### Record extracts:
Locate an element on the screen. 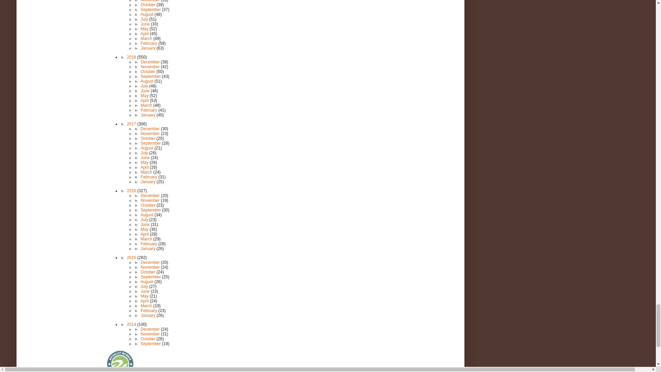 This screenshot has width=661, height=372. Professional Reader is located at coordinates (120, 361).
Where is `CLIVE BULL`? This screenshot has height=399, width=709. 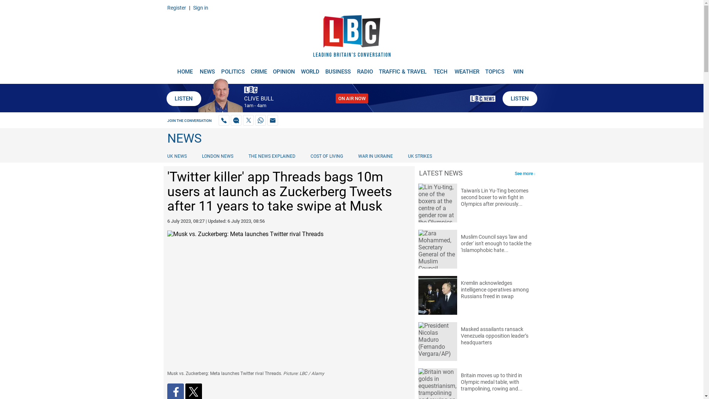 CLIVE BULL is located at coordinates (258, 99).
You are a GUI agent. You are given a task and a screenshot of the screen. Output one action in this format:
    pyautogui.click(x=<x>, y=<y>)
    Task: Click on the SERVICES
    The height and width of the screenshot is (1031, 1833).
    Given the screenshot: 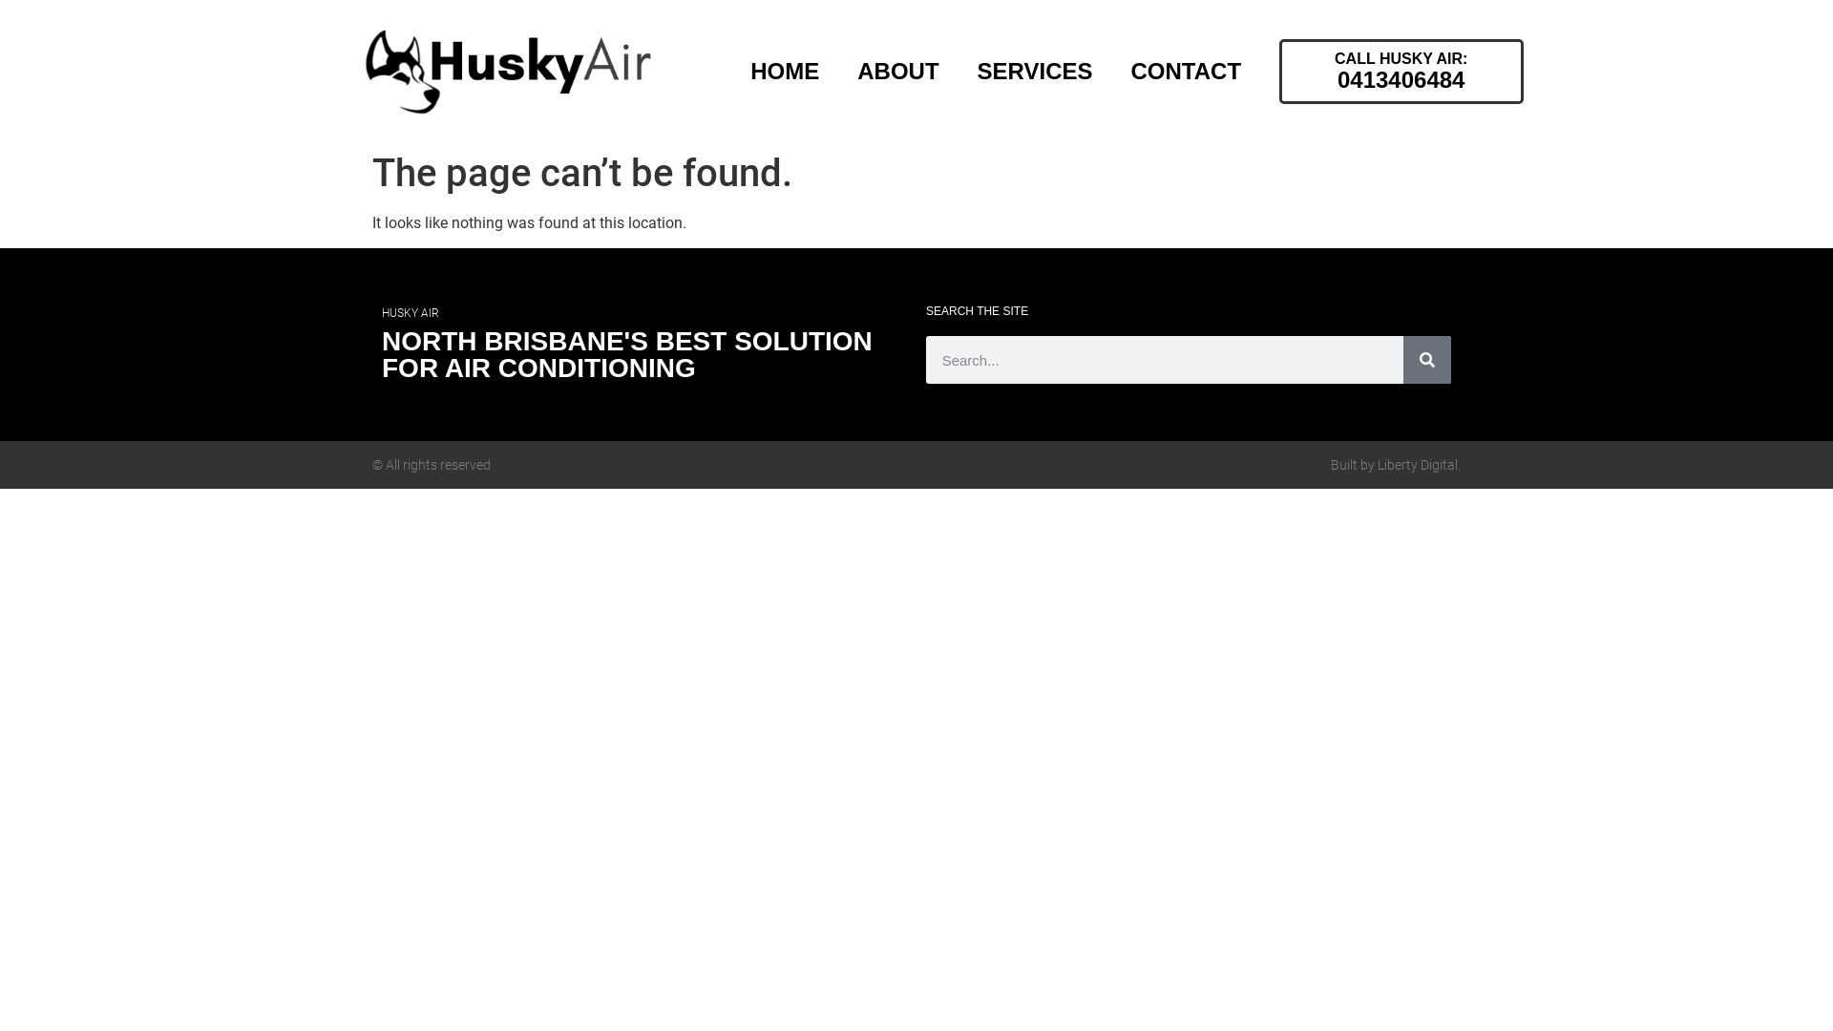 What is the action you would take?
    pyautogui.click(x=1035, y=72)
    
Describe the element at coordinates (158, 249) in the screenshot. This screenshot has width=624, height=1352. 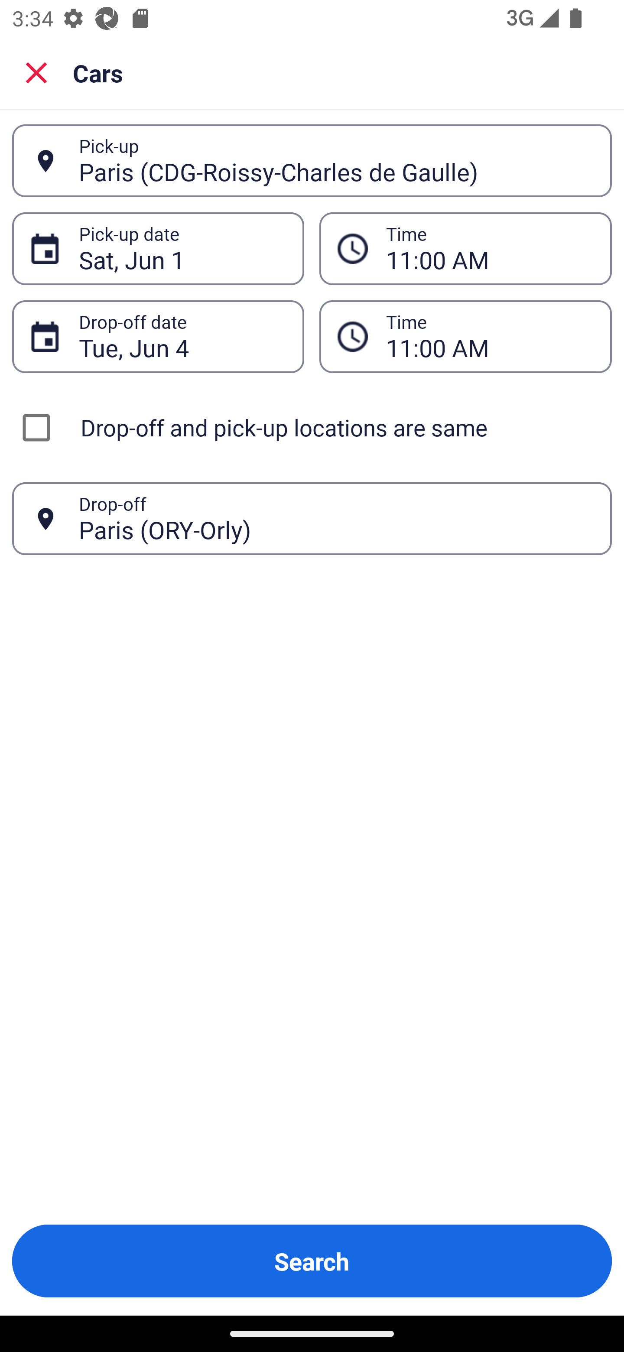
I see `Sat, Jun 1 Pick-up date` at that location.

### What is expected:
Copy, exactly and only, the lines above that begin with the one containing "You are a GUI" and finish with the one containing "The height and".

### Answer for this exercise:
You are a GUI agent. You are given a task and a screenshot of the screen. Output one action in this format:
    pyautogui.click(x=<x>, y=<y>)
    Task: Click on the SERVICES
    The height and width of the screenshot is (1031, 1833).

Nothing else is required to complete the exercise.